Tuesday, October 5, 2010

Dispatches FromThe Field: Joe's Review of "At Home"


“Houses aren’t refuges from history. They are where history ends up.”

Bill Bryson and his family live in a Victorian parsonage in a part of England where nothing of any great significance has happened since the Romans decamped. Yet one day, he began to consider how very little he knew about the ordinary things of life as he found it in that comfortable home. To remedy this, he formed the idea of journeying about his house from room to room to “write a history of the world without leaving home.” The bathroom provides the occasion for a history of hygiene; the bedroom, sex, death, and sleep; the kitchen, nutrition and the spice trade; and so on, as Bryson shows how each has fig­ured in the evolution of private life. Whatever happens in the world, he demonstrates, ends up in our house, in the paint and the pipes and the pillows and every item of furniture.

Bill Bryson has one of the liveliest, most inquisitive minds on the planet, and he is a master at turning the seemingly isolated or mundane fact into an occasion for the most diverting exposi­tion imaginable. His wit and sheer prose fluency make At Home one of the most entertaining books ever written about private life.

Joe writes:

"I loved this book. Bill Bryson set out to write a history of the world through the home, since the vast amount of history has not happened on battlefields or on some world stage, but quietly, privately, at home. And this book is breathtaking in its scope: histories of indoors
lighting, of the clergy in England, of building materials, of food preservation, of the effects of the Industrial Revolution...and so much more. I found myself underlining and adding exclamation points next to so much in this book... for example, did you know that the man
who brought England bank holidays (a revolution to get a day off work that wasn't Sunday) was the same person who coined the term "prehistoric"? Fascinating. And this book is more than a collection of trivial facts. In it, Bryson really illustrates the march of history through the 19th century and how it affected everyday folks. Absolutely worth reading!"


### Exercise details
Keep only the lines that hold the string "text", filtering out the rest of the entries below.

_ _ _

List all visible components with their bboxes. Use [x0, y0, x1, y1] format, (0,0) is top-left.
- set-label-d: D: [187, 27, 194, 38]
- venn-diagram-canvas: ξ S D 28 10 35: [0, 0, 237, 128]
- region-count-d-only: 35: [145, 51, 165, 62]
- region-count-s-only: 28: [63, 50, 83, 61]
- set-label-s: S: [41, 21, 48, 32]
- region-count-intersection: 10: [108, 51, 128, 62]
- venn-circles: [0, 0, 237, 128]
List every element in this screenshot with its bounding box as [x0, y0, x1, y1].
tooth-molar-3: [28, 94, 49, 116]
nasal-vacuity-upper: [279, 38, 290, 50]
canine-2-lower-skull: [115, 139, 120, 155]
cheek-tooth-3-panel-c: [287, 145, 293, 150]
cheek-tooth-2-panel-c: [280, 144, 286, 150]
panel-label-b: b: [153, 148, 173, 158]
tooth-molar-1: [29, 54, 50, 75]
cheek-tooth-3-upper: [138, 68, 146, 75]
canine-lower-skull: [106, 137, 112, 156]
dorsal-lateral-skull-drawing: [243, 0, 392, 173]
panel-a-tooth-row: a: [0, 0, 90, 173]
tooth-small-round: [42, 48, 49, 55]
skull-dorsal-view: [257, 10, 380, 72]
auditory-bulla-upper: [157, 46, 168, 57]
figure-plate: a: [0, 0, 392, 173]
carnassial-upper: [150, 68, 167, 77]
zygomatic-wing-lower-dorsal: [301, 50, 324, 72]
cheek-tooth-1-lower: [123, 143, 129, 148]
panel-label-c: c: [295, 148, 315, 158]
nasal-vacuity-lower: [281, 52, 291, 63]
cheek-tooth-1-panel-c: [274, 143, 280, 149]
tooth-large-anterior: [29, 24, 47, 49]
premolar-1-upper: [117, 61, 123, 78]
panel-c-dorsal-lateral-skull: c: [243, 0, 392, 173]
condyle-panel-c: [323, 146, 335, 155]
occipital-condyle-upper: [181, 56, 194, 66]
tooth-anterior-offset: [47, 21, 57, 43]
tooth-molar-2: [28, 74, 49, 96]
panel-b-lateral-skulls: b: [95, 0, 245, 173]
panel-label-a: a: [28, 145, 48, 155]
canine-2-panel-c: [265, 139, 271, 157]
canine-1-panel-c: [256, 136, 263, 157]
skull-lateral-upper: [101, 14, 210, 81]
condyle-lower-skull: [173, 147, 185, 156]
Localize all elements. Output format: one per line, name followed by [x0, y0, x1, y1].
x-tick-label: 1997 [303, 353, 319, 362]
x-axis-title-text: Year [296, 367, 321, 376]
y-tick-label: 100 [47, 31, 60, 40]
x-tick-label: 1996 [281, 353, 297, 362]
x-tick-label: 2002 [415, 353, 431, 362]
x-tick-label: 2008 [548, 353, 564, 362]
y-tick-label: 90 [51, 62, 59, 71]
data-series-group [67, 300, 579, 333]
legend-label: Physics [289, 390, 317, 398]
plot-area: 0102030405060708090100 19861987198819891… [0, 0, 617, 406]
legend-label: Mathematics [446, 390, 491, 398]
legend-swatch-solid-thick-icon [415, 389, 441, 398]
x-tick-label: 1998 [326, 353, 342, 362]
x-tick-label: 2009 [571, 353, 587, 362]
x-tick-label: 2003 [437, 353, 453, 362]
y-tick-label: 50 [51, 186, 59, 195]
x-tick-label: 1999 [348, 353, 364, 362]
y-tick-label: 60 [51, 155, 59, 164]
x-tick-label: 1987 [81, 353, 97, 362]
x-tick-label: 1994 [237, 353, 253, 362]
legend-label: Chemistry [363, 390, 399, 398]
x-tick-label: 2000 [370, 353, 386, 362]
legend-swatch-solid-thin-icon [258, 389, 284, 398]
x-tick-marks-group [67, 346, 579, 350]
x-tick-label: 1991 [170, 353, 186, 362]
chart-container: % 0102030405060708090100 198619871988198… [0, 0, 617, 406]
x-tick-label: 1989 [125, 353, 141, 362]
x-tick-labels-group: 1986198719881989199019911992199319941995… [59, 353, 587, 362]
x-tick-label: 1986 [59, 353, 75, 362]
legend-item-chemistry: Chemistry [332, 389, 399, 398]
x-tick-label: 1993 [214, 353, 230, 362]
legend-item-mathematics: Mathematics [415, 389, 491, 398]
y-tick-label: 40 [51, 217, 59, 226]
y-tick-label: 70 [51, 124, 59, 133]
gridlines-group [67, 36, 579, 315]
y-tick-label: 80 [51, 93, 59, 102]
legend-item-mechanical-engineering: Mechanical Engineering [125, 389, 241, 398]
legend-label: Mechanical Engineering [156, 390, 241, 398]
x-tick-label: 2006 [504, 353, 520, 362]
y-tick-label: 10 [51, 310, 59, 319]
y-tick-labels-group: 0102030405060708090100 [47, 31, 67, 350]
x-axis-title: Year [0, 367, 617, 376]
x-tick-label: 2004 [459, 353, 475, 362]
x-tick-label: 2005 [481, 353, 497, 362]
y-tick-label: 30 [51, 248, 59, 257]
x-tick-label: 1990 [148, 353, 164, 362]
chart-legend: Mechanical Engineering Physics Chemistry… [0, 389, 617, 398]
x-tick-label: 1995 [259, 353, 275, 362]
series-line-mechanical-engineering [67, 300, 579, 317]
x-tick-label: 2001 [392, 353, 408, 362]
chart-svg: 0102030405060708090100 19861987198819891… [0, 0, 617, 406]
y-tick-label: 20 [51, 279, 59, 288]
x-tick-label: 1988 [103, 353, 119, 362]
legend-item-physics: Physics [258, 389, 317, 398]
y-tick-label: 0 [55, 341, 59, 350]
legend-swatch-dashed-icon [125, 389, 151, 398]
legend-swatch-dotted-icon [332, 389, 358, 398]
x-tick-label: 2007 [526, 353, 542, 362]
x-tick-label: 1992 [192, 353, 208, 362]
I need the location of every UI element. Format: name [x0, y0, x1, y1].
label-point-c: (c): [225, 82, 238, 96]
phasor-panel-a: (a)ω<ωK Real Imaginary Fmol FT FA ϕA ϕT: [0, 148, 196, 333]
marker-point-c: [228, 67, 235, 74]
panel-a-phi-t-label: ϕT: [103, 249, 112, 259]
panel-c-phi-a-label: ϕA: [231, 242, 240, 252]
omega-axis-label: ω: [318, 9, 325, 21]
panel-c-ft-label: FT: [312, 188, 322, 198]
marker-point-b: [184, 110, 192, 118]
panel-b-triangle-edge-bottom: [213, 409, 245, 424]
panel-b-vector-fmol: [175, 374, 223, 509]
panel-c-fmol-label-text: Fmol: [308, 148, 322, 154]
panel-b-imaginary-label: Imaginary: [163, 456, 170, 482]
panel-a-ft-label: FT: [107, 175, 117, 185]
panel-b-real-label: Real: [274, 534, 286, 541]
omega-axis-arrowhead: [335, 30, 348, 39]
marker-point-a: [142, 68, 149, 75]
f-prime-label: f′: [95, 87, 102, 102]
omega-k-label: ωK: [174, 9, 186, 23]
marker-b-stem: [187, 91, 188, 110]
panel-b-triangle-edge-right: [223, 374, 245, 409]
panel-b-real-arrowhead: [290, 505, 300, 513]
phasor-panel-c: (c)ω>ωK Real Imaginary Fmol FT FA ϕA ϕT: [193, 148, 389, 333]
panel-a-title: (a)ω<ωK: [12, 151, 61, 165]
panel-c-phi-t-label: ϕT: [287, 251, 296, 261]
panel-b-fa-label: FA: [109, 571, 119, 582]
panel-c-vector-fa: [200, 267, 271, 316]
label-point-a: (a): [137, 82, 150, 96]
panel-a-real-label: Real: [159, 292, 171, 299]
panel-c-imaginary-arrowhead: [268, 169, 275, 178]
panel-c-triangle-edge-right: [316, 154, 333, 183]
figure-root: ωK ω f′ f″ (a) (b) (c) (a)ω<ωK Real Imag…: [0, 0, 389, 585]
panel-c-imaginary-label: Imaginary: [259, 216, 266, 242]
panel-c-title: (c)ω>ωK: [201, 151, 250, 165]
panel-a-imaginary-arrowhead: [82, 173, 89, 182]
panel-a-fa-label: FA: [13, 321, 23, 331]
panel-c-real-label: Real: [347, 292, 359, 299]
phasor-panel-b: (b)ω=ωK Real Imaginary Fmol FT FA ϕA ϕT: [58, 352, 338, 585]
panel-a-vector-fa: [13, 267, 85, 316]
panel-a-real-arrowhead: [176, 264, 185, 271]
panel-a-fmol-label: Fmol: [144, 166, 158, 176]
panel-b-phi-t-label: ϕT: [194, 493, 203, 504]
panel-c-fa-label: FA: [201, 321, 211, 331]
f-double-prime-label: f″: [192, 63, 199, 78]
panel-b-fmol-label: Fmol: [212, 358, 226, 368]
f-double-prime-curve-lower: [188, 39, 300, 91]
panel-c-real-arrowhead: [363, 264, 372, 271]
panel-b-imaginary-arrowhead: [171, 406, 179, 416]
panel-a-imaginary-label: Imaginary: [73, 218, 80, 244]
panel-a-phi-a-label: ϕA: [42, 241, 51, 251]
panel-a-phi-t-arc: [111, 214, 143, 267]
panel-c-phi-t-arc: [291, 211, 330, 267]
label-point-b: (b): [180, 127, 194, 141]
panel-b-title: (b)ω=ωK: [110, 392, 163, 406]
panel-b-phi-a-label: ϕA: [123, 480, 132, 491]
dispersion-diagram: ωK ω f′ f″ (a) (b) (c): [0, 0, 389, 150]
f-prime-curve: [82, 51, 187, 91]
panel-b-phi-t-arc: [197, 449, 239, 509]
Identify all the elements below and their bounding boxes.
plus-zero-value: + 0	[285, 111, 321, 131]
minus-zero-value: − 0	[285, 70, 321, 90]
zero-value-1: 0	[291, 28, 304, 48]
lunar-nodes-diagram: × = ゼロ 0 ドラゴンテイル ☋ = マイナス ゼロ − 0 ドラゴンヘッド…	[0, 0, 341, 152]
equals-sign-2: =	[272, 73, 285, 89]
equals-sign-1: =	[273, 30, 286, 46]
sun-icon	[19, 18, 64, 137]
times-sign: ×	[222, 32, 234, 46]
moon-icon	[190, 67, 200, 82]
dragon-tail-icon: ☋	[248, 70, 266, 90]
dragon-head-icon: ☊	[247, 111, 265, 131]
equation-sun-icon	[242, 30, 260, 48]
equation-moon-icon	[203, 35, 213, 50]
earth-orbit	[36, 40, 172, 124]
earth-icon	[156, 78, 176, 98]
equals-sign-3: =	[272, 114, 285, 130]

_ _ _

### Finished task
x-axis-title-text: Year [296, 367, 321, 376]
panel-c-fmol-label-text: Fmol: [308, 148, 322, 154]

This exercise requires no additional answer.